We prayed for her infertility, and I found it ironic to contemplate that she was praying equally fervently for the opposite.

"I wonder," I said flippantly to my sister Cecilia, "whose petition will be the more favorably received. They say Mary is very devout, but then so is our father. I wonder whose side God is on-Catholic or Protestant."

My sisters were shocked by my talk. So were my parents.

My father used to say: "Lettice, you will have to guard your tongue."

That was the last thing I wanted to do because my outspoken comments amused me and certainly had their effect on other people. They were a characteristic—like my smooth, delicately tinted complexion—which set me apart from other girls and made me more attractive.

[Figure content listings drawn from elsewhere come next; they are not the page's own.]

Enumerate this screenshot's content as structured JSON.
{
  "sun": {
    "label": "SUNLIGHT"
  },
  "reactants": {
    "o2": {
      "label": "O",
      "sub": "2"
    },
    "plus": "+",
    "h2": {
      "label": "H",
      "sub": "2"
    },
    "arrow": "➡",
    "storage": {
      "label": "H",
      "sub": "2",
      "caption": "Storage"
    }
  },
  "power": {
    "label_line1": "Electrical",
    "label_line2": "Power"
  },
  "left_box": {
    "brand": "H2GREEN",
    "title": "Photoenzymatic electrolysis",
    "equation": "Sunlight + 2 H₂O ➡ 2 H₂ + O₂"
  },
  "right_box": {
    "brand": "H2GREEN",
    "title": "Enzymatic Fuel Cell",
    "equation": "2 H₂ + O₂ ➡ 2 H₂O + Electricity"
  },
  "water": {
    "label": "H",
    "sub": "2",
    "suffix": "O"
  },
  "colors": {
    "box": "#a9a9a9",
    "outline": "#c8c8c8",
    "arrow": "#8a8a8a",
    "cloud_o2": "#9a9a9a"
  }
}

My father never ceased to congratulate himself on his wisdom in escaping from the country while it was possible, though when she first came to the throne Mary showed signs of leniency. She freed Lady Jane's father, the Duke of Suffolk, and was reluctant even to sign the death warrant for Northumberland, who had been the puppet master pulling the strings he had attached to poor Jane and Guildford which had made them Queen and Queen's Consort for their brief nine days. If it had not been for the Wyatt Rebellion she might have spared Jane herself, for she was well aware that the young girl had clearly had no wish to take the crown.

When the news of Wyatt's ill-fated rebellion came to us in Germany, there was great gloom in the family because the Princess Elizabeth herself seemed to be involved.

"This will be the end," groaned my father. "So far she has had the good fortune to escape her ill wishers ... but how can she do so this time?"

He did not know her. She might be young but she was already skilled in the art of survival. Those frolics with Seymour which had ended in his journey to the scaffold had provided a lesson well learned. When they charged her with treason she had shown herself to be astute, and it was impossible for her judges to confute her. She parried their accusations with diplomatic dexterity so that none was able to prove the case against her.

Wyatt died by the ax, but Elizabeth escaped. She was imprisoned in the Tower of London for a while at the same time as Robert Dudley. What a bond that made between them I was to discover. We heard later that after many months she had been released from the menace of the Tower, whence she was taken to Richmond, and there confronted by her half sister the Queen and told of the latter's plan to marry her off to Emmanuel Philibert, Duke of Savoy.

"They want to get her out of England," cried my father. "That's clear enough, God knows."

Shrewd as ever, the young Princess declined the match and with great temerity told her sister that she could not marry. Elizabeth always knew just how far to go and in some way she succeeded in convincing Mary that marriage with any man would be distasteful to her.

When she was sent to Woodstock in the charge of Queen Mary's faithful Sir Henry Bedingfeld, the Knollys family breathed more easily, particularly as rumors of the Queen's bad state of health kept filtering in.

Terrible news came to us from England of the bitter persecution of Protestants. Cranmer, Ridley, and Latimer were all burned at the stake with three hundred other victims, and it was said that the smoke of the Smithfield Fires was like a black pall hanging over London.